A TOP TXU Energi manager sacked from his £98,000-a-year job after sending an “inappropriate” e-mail depicting Arab women as ugly has won his claim for unfair dismissal.

A TOP TXU Energi manager sacked from his £98,000-a-year job after sending an “inappropriate” e-mail depicting Arab women as ugly has won his claim for unfair dismissal.

But Bob Clarke, 42, who was awarded more than £32,000 in compensation for losing his job, was told by tribunal officials “he should have known better” than to forward the message to colleagues.

During the final day of a hearing in Bury St Edmunds yesterday , a tribunal panel of three ruled the troubled energy giant had unfairly dismissed Mr Clarke from his job in Ipswich, and had breached his contract of employment.

“The e-mail purported to be a joke, and it seems from the evidence we have heard that it did not cause offence (to the people who saw it),” said Brian Mitchell, tribunal chairman.

“We consider that the dismissal was unfair, but we do, however, understand that the e-mail which was passed on was wholly inappropriate. It was capable of causing offence to any woman who viewed it, or to any Middle Eastern individual who read it.

“The applicant should have known better. This was a highly offensive document, and it was quite inappropriate to send it. He was in a senior position. To contribute to the type of exchange which involved inappropriate jokes at the expense of races, religions or sexes sends out the wrong signal from the senior people to the junior.”

Mr Clarke, who now lives in Magor, Gwent, had been employed as National Sales Manager with TXU for 13 months and was sacked on March 27 last year after receiving the e-mail from his son - Surrey cricketer Rikki Clarke.

It depicted a blonde, white woman, clad only in a United States flag next to a semi-naked Middle Eastern woman, whose appearance had been digitally altered to make her look ugly and hairy.

The message was entitled “Why The Arabs Hate Us.”

The tribunal panel ruled in favour of Mr Clarke, deciding the company should have considered alternative punishments as well as dismissal. Members also said disciplining Mr Clarke should have been left to someone else, rather than an executive with whom he had an ongoing dispute.

Mr Mitchell added that Mr Clarke's award - in total amounting to £32,596, would have been higher had he not contributed to his own downfall by failing to appreciate the offensive nature of the e-mail.

And bosses at financially-troubled TXU Energi, who were not represented at the hearing, were criticised for failing to take steps to correct a “laddish culture” among the workforce.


PROBLEM DESCRIPTION →
Omitting all images, give the entries that follow again exactly as they read.

MATERIAL PROVIDED →
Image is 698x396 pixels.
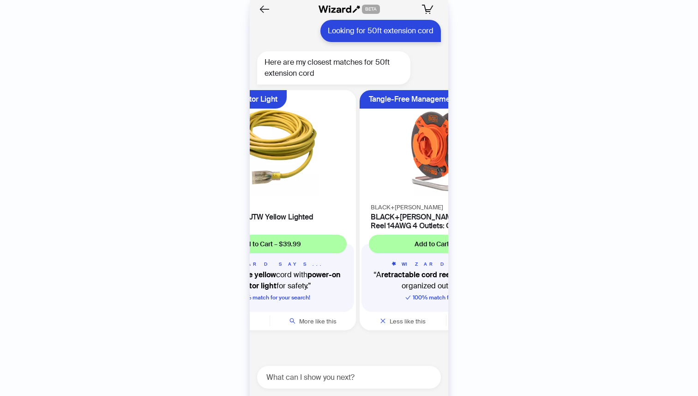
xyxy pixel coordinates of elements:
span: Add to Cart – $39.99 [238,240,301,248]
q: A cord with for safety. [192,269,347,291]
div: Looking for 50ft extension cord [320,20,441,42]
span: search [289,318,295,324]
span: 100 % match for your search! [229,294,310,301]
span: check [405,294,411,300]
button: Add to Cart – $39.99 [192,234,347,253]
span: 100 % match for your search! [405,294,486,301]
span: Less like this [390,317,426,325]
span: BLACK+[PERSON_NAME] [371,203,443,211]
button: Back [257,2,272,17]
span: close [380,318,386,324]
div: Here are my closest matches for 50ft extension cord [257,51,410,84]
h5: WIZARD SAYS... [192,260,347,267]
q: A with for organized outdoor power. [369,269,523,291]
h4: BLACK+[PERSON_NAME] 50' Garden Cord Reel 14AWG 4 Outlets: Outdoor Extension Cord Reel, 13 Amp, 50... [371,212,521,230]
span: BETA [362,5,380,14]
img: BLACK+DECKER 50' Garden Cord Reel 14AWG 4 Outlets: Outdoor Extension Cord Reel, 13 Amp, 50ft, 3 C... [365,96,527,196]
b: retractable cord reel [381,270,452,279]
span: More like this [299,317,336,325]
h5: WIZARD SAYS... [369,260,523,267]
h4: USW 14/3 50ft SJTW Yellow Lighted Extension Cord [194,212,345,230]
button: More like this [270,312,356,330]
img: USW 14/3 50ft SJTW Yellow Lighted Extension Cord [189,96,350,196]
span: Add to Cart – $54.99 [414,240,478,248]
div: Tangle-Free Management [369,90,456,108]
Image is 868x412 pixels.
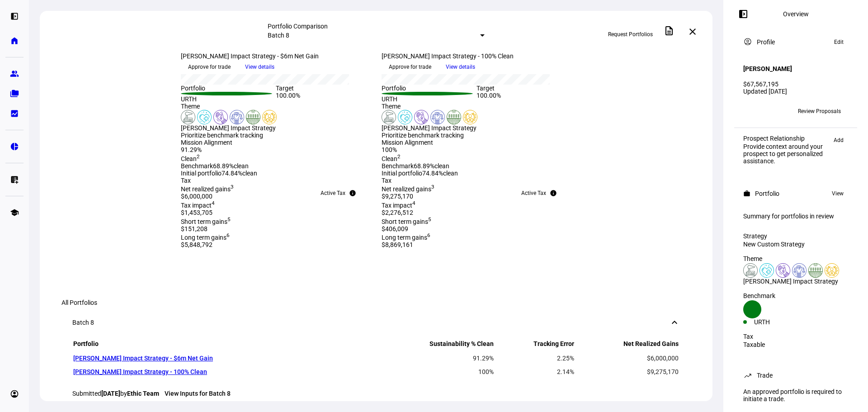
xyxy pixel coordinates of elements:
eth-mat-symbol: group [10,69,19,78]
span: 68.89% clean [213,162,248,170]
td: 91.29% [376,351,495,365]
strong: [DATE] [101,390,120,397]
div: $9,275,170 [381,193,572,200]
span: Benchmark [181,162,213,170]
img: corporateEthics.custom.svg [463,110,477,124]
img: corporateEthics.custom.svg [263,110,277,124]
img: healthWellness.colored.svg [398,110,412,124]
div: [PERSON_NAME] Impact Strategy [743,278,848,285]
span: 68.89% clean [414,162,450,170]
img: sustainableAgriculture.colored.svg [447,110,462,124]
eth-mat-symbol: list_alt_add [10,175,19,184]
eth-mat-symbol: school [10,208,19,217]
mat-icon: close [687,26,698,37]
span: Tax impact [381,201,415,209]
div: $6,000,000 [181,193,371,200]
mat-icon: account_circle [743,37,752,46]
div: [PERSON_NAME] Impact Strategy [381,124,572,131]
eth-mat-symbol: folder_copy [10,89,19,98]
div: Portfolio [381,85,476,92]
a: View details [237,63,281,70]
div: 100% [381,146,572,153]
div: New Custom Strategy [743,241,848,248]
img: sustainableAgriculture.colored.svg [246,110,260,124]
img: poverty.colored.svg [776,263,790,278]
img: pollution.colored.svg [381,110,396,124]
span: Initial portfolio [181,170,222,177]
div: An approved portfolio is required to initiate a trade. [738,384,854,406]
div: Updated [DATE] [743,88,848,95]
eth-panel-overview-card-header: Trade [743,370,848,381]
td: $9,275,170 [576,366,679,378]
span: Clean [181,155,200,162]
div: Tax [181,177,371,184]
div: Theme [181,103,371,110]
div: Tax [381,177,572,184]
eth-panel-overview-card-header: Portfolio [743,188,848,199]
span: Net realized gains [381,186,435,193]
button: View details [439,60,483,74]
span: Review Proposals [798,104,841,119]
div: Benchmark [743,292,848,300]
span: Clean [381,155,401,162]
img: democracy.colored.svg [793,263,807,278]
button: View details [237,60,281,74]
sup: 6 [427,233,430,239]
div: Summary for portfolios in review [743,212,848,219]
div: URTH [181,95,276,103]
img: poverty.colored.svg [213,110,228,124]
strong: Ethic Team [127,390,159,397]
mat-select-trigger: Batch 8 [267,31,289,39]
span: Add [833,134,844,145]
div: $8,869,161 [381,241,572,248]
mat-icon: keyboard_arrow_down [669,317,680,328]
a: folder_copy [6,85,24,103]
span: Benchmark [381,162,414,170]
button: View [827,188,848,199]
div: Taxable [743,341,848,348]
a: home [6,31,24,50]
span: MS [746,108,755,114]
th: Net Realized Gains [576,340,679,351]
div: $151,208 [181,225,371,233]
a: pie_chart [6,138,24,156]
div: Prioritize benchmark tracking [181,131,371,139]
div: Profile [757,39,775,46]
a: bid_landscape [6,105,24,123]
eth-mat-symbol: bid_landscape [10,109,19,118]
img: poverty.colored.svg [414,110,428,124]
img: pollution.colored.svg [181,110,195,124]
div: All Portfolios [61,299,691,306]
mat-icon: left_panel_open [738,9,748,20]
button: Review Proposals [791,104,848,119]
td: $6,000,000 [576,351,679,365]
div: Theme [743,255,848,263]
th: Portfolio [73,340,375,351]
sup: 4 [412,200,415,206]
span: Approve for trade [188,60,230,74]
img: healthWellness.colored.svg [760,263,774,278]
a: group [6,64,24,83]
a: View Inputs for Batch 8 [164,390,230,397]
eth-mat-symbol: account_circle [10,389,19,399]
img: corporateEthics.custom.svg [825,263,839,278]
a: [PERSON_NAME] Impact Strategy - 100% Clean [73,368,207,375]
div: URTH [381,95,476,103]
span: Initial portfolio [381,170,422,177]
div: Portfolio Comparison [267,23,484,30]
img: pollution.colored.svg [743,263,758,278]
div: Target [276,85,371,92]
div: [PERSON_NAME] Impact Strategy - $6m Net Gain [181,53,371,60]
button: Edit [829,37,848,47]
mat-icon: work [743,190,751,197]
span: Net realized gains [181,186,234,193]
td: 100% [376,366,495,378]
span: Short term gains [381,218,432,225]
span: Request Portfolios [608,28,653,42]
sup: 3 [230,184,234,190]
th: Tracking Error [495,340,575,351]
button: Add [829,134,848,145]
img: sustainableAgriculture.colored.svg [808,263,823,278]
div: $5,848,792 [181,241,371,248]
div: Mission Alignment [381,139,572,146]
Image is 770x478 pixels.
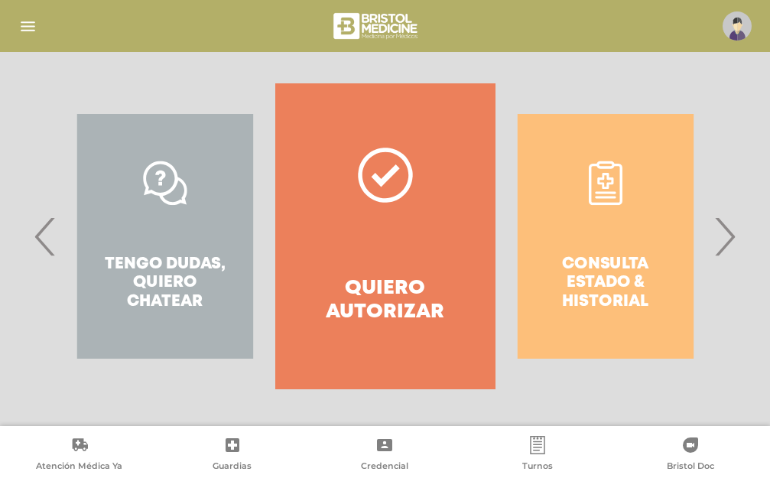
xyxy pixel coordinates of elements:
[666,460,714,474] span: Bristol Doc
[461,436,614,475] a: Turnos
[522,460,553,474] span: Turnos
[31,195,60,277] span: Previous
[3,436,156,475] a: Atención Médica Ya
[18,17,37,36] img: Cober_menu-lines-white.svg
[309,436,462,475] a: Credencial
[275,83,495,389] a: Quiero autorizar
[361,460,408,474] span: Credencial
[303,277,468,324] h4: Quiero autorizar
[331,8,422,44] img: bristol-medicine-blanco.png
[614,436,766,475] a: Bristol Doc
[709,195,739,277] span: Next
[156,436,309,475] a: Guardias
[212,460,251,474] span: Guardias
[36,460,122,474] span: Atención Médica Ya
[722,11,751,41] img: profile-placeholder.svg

RESULT OF THIS TASK →
Image is 698x396 pixels.
xyxy pixel coordinates of elements:
span: Add to Cart – $39.99 [238,240,301,248]
q: A cord with for safety. [192,269,347,291]
div: Looking for 50ft extension cord [320,20,441,42]
span: search [289,318,295,324]
span: 100 % match for your search! [229,294,310,301]
span: check [405,294,411,300]
button: Add to Cart – $39.99 [192,234,347,253]
span: 100 % match for your search! [405,294,486,301]
span: Less like this [390,317,426,325]
span: BLACK+[PERSON_NAME] [371,203,443,211]
button: Back [257,2,272,17]
span: close [380,318,386,324]
div: Here are my closest matches for 50ft extension cord [257,51,410,84]
h5: WIZARD SAYS... [192,260,347,267]
q: A with for organized outdoor power. [369,269,523,291]
h4: BLACK+[PERSON_NAME] 50' Garden Cord Reel 14AWG 4 Outlets: Outdoor Extension Cord Reel, 13 Amp, 50... [371,212,521,230]
span: BETA [362,5,380,14]
img: BLACK+DECKER 50' Garden Cord Reel 14AWG 4 Outlets: Outdoor Extension Cord Reel, 13 Amp, 50ft, 3 C... [365,96,527,196]
b: retractable cord reel [381,270,452,279]
span: More like this [299,317,336,325]
h5: WIZARD SAYS... [369,260,523,267]
h4: USW 14/3 50ft SJTW Yellow Lighted Extension Cord [194,212,345,230]
button: More like this [270,312,356,330]
img: USW 14/3 50ft SJTW Yellow Lighted Extension Cord [189,96,350,196]
span: Add to Cart – $54.99 [414,240,478,248]
div: Tangle-Free Management [369,90,456,108]
Image is 868x412 pixels.
xyxy pixel coordinates of elements:
eth-mat-symbol: group [10,69,19,78]
span: 68.89% clean [213,162,248,170]
td: 91.29% [376,351,495,365]
strong: [DATE] [101,390,120,397]
div: $9,275,170 [381,193,572,200]
span: Benchmark [181,162,213,170]
img: corporateEthics.custom.svg [463,110,477,124]
img: corporateEthics.custom.svg [263,110,277,124]
img: healthWellness.colored.svg [398,110,412,124]
div: [PERSON_NAME] Impact Strategy [743,278,848,285]
span: 68.89% clean [414,162,450,170]
img: sustainableAgriculture.colored.svg [447,110,462,124]
eth-mat-symbol: list_alt_add [10,175,19,184]
eth-mat-symbol: school [10,208,19,217]
mat-icon: close [687,26,698,37]
span: Tax impact [381,201,415,209]
div: $6,000,000 [181,193,371,200]
mat-icon: account_circle [743,37,752,46]
div: [PERSON_NAME] Impact Strategy [381,124,572,131]
eth-mat-symbol: folder_copy [10,89,19,98]
div: Portfolio [381,85,476,92]
a: View details [237,63,281,70]
div: 100% [381,146,572,153]
div: New Custom Strategy [743,241,848,248]
img: sustainableAgriculture.colored.svg [246,110,260,124]
img: poverty.colored.svg [776,263,790,278]
img: pollution.colored.svg [381,110,396,124]
span: Initial portfolio [181,170,222,177]
div: An approved portfolio is required to initiate a trade. [738,384,854,406]
div: Updated [DATE] [743,88,848,95]
eth-panel-overview-card-header: Trade [743,370,848,381]
td: $9,275,170 [576,366,679,378]
span: Clean [181,155,200,162]
div: Tax [181,177,371,184]
div: Theme [181,103,371,110]
div: Tax [381,177,572,184]
eth-panel-overview-card-header: Portfolio [743,188,848,199]
span: Net realized gains [381,186,435,193]
button: View details [439,60,483,74]
span: Review Proposals [798,104,841,119]
div: Benchmark [743,292,848,300]
span: Clean [381,155,401,162]
img: democracy.colored.svg [793,263,807,278]
button: View details [237,60,281,74]
sup: 6 [427,233,430,239]
div: Summary for portfolios in review [743,212,848,219]
div: URTH [181,95,276,103]
img: poverty.colored.svg [213,110,228,124]
strong: Ethic Team [127,390,159,397]
mat-select-trigger: Batch 8 [267,31,289,39]
span: Add [833,134,844,145]
div: $8,869,161 [381,241,572,248]
mat-icon: keyboard_arrow_down [669,317,680,328]
a: folder_copy [6,85,24,103]
span: Benchmark [381,162,414,170]
button: View [827,188,848,199]
div: Taxable [743,341,848,348]
a: home [6,31,24,50]
span: MS [746,108,755,114]
th: Net Realized Gains [576,340,679,351]
div: $151,208 [181,225,371,233]
a: pie_chart [6,138,24,156]
div: Prioritize benchmark tracking [181,131,371,139]
div: Profile [757,39,775,46]
a: bid_landscape [6,105,24,123]
eth-mat-symbol: bid_landscape [10,109,19,118]
img: poverty.colored.svg [414,110,428,124]
img: pollution.colored.svg [181,110,195,124]
div: All Portfolios [61,299,691,306]
mat-icon: left_panel_open [738,9,748,20]
button: Review Proposals [791,104,848,119]
td: $6,000,000 [576,351,679,365]
div: Theme [743,255,848,263]
th: Portfolio [73,340,375,351]
sup: 4 [412,200,415,206]
span: Approve for trade [188,60,230,74]
img: healthWellness.colored.svg [760,263,774,278]
a: group [6,64,24,83]
a: View Inputs for Batch 8 [164,390,230,397]
eth-mat-symbol: account_circle [10,389,19,399]
img: corporateEthics.custom.svg [825,263,839,278]
a: [PERSON_NAME] Impact Strategy - 100% Clean [73,368,207,375]
div: URTH [381,95,476,103]
span: Initial portfolio [381,170,422,177]
div: Portfolio Comparison [267,23,484,30]
img: pollution.colored.svg [743,263,758,278]
div: Target [276,85,371,92]
div: [PERSON_NAME] Impact Strategy - $6m Net Gain [181,53,371,60]
button: Edit [829,37,848,47]
mat-icon: work [743,190,751,197]
span: Net realized gains [181,186,234,193]
td: 100% [376,366,495,378]
span: Short term gains [381,218,432,225]
span: Request Portfolios [608,28,653,42]
sup: 3 [230,184,234,190]
th: Tracking Error [495,340,575,351]
button: Add [829,134,848,145]
img: sustainableAgriculture.colored.svg [808,263,823,278]
div: $5,848,792 [181,241,371,248]
div: Mission Alignment [381,139,572,146]
Image is 770x478 pixels.
xyxy pixel coordinates of elements:
[666,460,714,474] span: Bristol Doc
[461,436,614,475] a: Turnos
[522,460,553,474] span: Turnos
[31,195,60,277] span: Previous
[3,436,156,475] a: Atención Médica Ya
[18,17,37,36] img: Cober_menu-lines-white.svg
[309,436,462,475] a: Credencial
[275,83,495,389] a: Quiero autorizar
[361,460,408,474] span: Credencial
[303,277,468,324] h4: Quiero autorizar
[331,8,422,44] img: bristol-medicine-blanco.png
[614,436,766,475] a: Bristol Doc
[709,195,739,277] span: Next
[156,436,309,475] a: Guardias
[212,460,251,474] span: Guardias
[36,460,122,474] span: Atención Médica Ya
[722,11,751,41] img: profile-placeholder.svg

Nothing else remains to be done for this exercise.